Reproduce exactly the run of lines that begins with the one containing "The height and width of the screenshot is (328, 582)." and ends with the last line of the records, omitting pictures.

(Exercise material)

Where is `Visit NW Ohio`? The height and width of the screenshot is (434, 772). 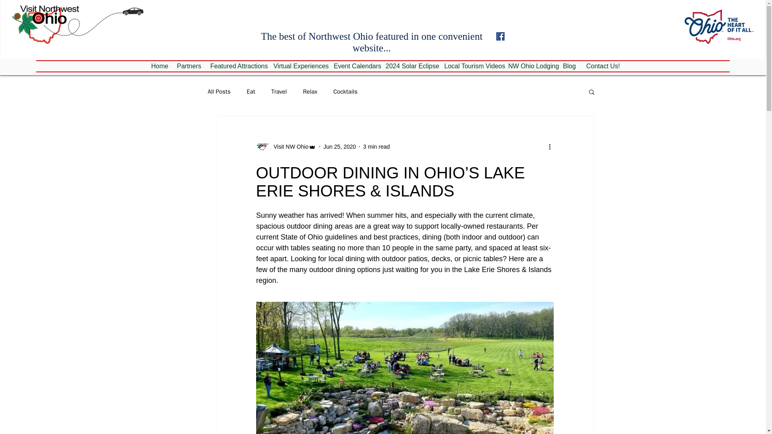 Visit NW Ohio is located at coordinates (288, 146).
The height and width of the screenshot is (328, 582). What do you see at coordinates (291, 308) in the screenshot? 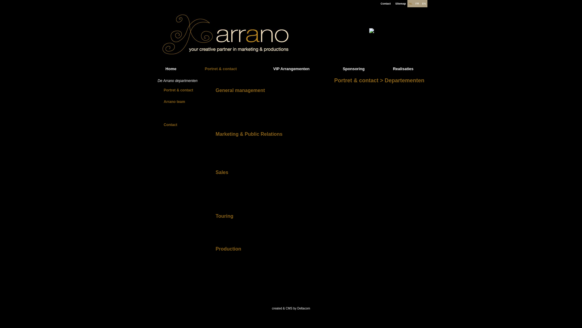
I see `created & CMS by Deltacom` at bounding box center [291, 308].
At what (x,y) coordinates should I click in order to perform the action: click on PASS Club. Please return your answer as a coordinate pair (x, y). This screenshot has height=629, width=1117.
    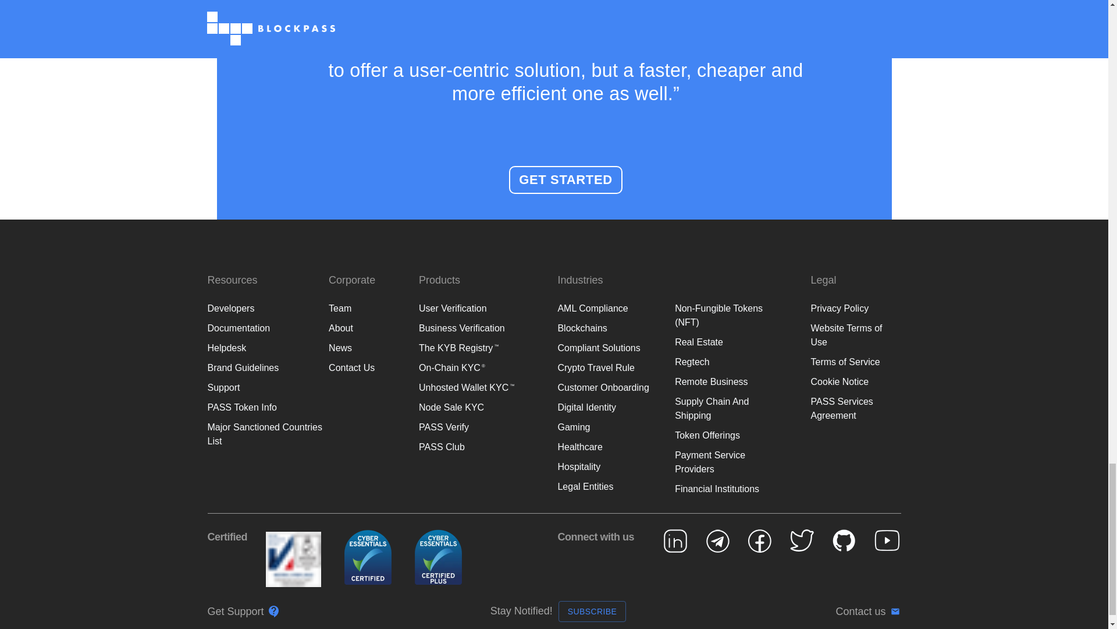
    Looking at the image, I should click on (442, 447).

(End Exercise material)

■ **Output**
The height and width of the screenshot is (328, 582). What do you see at coordinates (291, 308) in the screenshot? 
I see `created & CMS by Deltacom` at bounding box center [291, 308].
At what (x,y) coordinates should I click in order to perform the action: click on PASS Club. Please return your answer as a coordinate pair (x, y). This screenshot has height=629, width=1117.
    Looking at the image, I should click on (442, 447).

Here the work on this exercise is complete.